Once the 30-second or so video winds down, they cackle and run away, amazed at the humor and creativity of the nebbish that created it.

Myself, I’m left pondering why they thought it was funny, and attribute the puzzlement to a pretty large generational gap. (Yeah, I’m a Boomer, and they’re Gen Z, or Zoomers, which in itself is funny.)

Were I to find something unpalatable in those videos, I point it out and discuss it with them, since that’s what parents do.

Lately, though, there is a lot of noise being made on state and national fronts about the Chinese ownership of TikTok, and what that means to the safety of our children and security of our country. That noise also is requiring elected officials to ban the social media app from the planet.

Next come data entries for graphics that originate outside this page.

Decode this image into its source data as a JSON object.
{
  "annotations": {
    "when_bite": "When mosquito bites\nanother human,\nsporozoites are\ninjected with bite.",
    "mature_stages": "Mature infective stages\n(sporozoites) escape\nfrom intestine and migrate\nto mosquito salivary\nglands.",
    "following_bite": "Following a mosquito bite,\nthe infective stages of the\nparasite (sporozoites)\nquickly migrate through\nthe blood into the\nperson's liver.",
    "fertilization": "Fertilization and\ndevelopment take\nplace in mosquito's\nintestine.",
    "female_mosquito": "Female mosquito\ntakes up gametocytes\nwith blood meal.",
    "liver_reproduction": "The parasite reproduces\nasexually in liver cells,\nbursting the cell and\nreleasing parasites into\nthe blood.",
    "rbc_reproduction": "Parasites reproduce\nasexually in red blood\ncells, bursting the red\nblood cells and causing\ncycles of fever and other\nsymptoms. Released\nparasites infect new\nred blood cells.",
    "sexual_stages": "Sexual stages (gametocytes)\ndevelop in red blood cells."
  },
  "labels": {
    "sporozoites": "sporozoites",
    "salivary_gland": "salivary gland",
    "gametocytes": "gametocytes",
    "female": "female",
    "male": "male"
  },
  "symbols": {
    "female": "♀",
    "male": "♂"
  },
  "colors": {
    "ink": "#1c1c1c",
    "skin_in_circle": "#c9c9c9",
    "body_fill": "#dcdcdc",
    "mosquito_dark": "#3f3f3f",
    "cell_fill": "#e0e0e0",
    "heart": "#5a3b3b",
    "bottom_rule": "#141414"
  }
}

There are multiple reasons this is so not a good idea.

The tendency to run to the government when things become difficult has gotten out of control. This kind of thinking leads directly to the loss of liberty; the government can’t pick or choose what goes where, and if it tries to limit or outright ban something, it then has to put into place the means to enforce that ban.

I call that foot-in-the-door policy making. Once a law is passed, and is accepted without challenge, then it can be expanded to suit whatever need the government sees fit. There’s numerous examples of this, what with Medicaid, Social Security, heck, even income tax, which prior to World War II was only used in times of war, and then repealed.

Think about it. Say the government limits TikTok, and then something else come in, or the name is changed and reintroduced to the market. The government will then have to strengthen the law, or introduce new laws, and the cycle will continue until the government will need to take over the internet completely as well as regulate broadband usage.

That may seem like hyperbole, but it really isn’t.

There also are concerns that since it is a Chinese creation, that there will be all kinds of spying and stuff going on, because ignorant people doing ignorant things and filming them will lead to the downfall of the American Dream.

Regardless of ownership, though, it seems to me that the content is free speech and protected under the First Amendment.

While the government certainly has the right to limit what can done on government property, such as computers and cell phones, it should not extend its grasp to personal and private items. That’s not its purview; that’s the purview of parents, as I alluded to at the beginning of this column.

It pains me to see news stories about mothers beseeching elected officials to ban TikTok. Seems to me that their job.

Taking interest in what’s going on in children’s lives pays more dividends than just setting boundaries, and sometimes, those videos can be clever. Don’t give that away.